Complete Project Gutenberg Works of George Meredith eBook

This eBook from the Gutenberg Project consists of approximately 10,116 pages of information about Complete Project Gutenberg Works of George Meredith.

Complete Project Gutenberg Works of George Meredith eBook

This eBook from the Gutenberg Project consists of approximately 10,116 pages of information about Complete Project Gutenberg Works of George Meredith.

My father remained an hour.  He could not perceive the drift of my objection to go either to Bulsted or to Riversley, and desire that my misadventure should be unknown at those places.  However, he obeyed me, as I could always trust him to do scrupulously, and told a tale at Bulsted.  In the afternoon he returned in a carriage to convey me to the seaside.  When I was raised I fainted, and saw the last of the camp on Durstan much as I had come to it first.  Sickness and swimming of the head continued for several days.  I was persecuted with the sensation of the carriage journey, and an iteration of my father’s that ran:  ’My son’s inanimate body in my arms,’ or ’Clasping the lifeless body of my sole son, Harry Richmond,’ and other variations.  I said nothing about it.  He told me aghast that I had spat blood.  A battery of eight fists, having it in the end all its own way, leaves a deeper indentation on its target than a pistol-shot that passes free of the vital chords.  My convalescence in Germany was a melody compared with this.  I ought to have stopped in the tent, according to the wise old mother’s advice, given sincerely, for prudence counselled her to strike her canvas and be gone.  There I should have lain, interested in the progress of a bee, the course of a beetle or a cloud, a spider’s business, and the shaking of the gorse and the heather, until good health had grown out of thoughtlessness.  The very sight of my father was as a hive of humming troubles.

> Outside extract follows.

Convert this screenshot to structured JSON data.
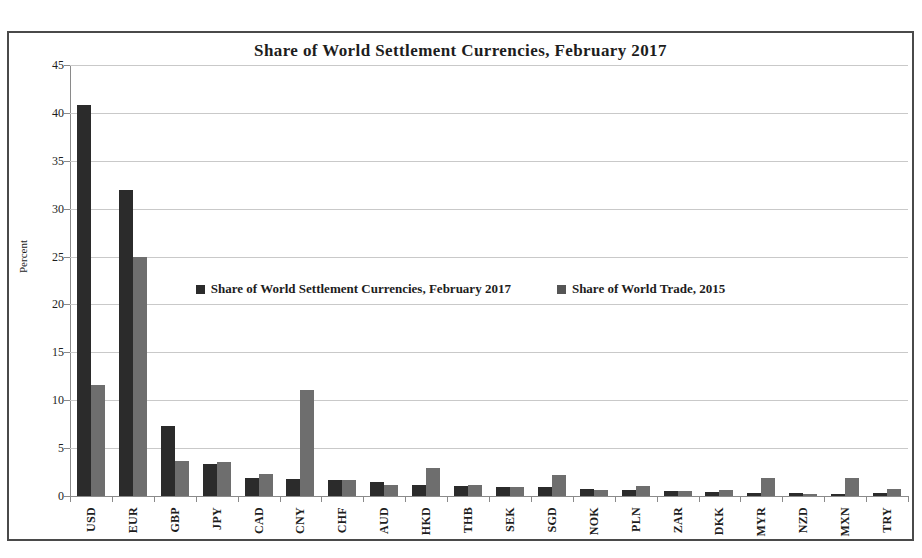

His intense anxiety about me reflected in my mind the endless worry I had concerning him.  It was the intellect which condemned him when he wore a joyful air, and the sensations when he waxed over-solicitous.  Whether or not the sentences were just, the judges should have sometimes shifted places.  I was unable to divine why he fevered me so much.  Must I say it?—­He had ceased to entertain me.  Instead of a comic I found him a tragic spectacle; and his exuberant anticipations, his bursting hopes that fed their forcing-bed with the blight and decay of their predecessors, his transient fits of despair after a touch at my pulses, and exclamation of ’Oh, Richie, Richie, if only I had my boy up and well!’—­assuming that nothing but my tardy recovery stood in the way of our contentment—­were examples of downright unreason such as contemplation through the comic glass would have excused; the tragic could not.  I knew, nevertheless, that to the rest of the world he was a progressive comedy:  and the knowledge made him seem more tragic still.  He clearly could not learn from misfortune; he was not to be contained.  Money I gave him freely, holding the money at my disposal his own; I chafed at his unteachable spirit, surely one of the most tragical things in life; and the proof of my love for him was that I thought it so, though I should have been kinder had he amused me, as in the old days.

Copyrights
Project Gutenberg
Complete Project Gutenberg Works of George Meredith from Project Gutenberg. Public domain.